To My Daughters’ Managers,
Thank you. You’re leading a workforce that I couldn’t imagine in 2019 and struggled to believe would happen in 2024.
Hearing stories from my daughters on how you have advised, coached and, on occasion, cajoled them into performing at their best – in the broadest sense of that word – is energizing. You know that communicating a policy matters as much as creating that policy. I can see how the support you’re giving them has allowed them to work at a high level whether in the office or at home and to know they can be honest about other responsibilities they have. What you’re doing is amazing – but was no way guaranteed back when I started The Company of Dads in 2022.
Several things stand out.
First, it’s great to see the idea of Care Shifts has taken hold. They were once hard for managers to wrap their heads around, but now the benefits of a Care Shift are so clear – encouraging people to work synchronously for 5-6 hours a day and then trusting them to get their other work done at times that make more sense for them. My daughters don’t have the same stress around school pickup and dropoff that we did. They’re not lying to their coworkers – or trying to multitask. And they clearly have a loyalty to your companies for investing in them that our generation didn’t have.

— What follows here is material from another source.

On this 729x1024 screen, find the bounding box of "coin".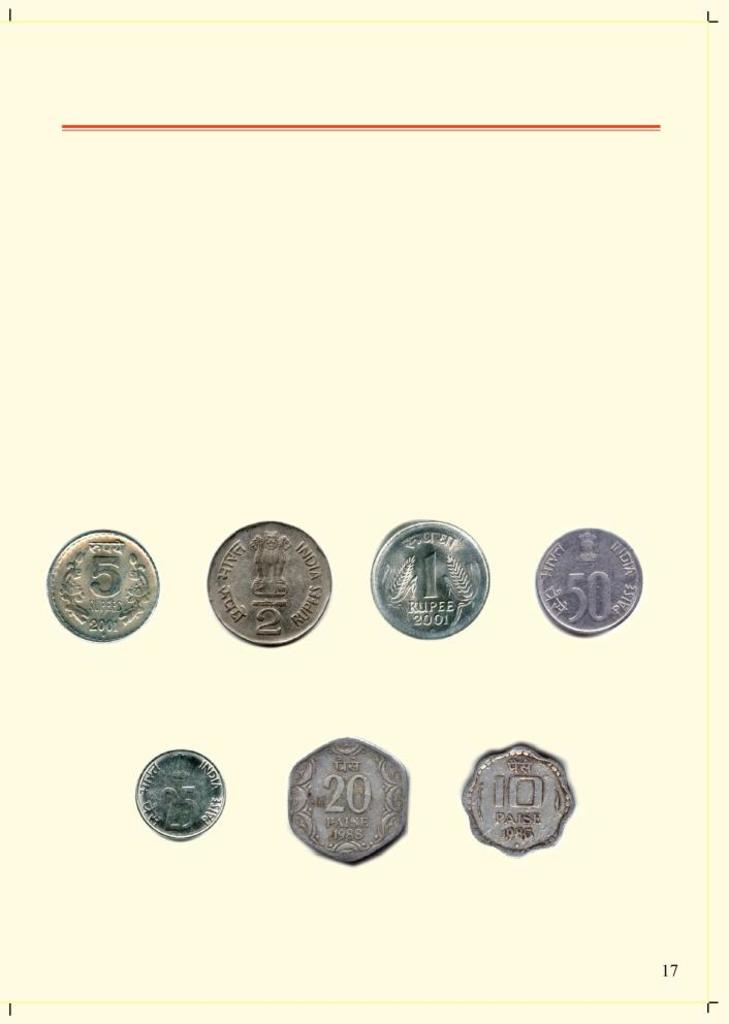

But it goes further than that. The framework is important. But how you as managers speak about the policy is so refreshing. My daughters barely believe me when I tell them stories about corporate speak when we were their age. When people said they were “going to spend more time with their family,” everyone figured they’d been fired. When they said they were working from home, we figured they were slacking off. Sure, there’s an expectation (but also an acceptance) that if they take several hours for family matters in the afternoon, they’ll make that up. But they accept that as part of the tradeoff and there’s no resentment.
Last, but not least, you’re managing these workforces with real equity. I said for years that companies should require men to take equal parental leave – not for the men themselves but for real gender equity in the workplace. When men didn’t take their full leave, they were seen as more committed to work and promoted more quickly. What it really meant was they were there in the office more. For too long, parenting was seen as a gendered responsibility, that moms would be the ones to interrupt their careers to do it, and it’s remarkable to see how that his changed for this generation. Bringing together what we used to call Lead Dads and Working Moms as allies has turned out to be as fruitful as I had hoped.
Thank you again for managing with such wisdom and eye on the long game.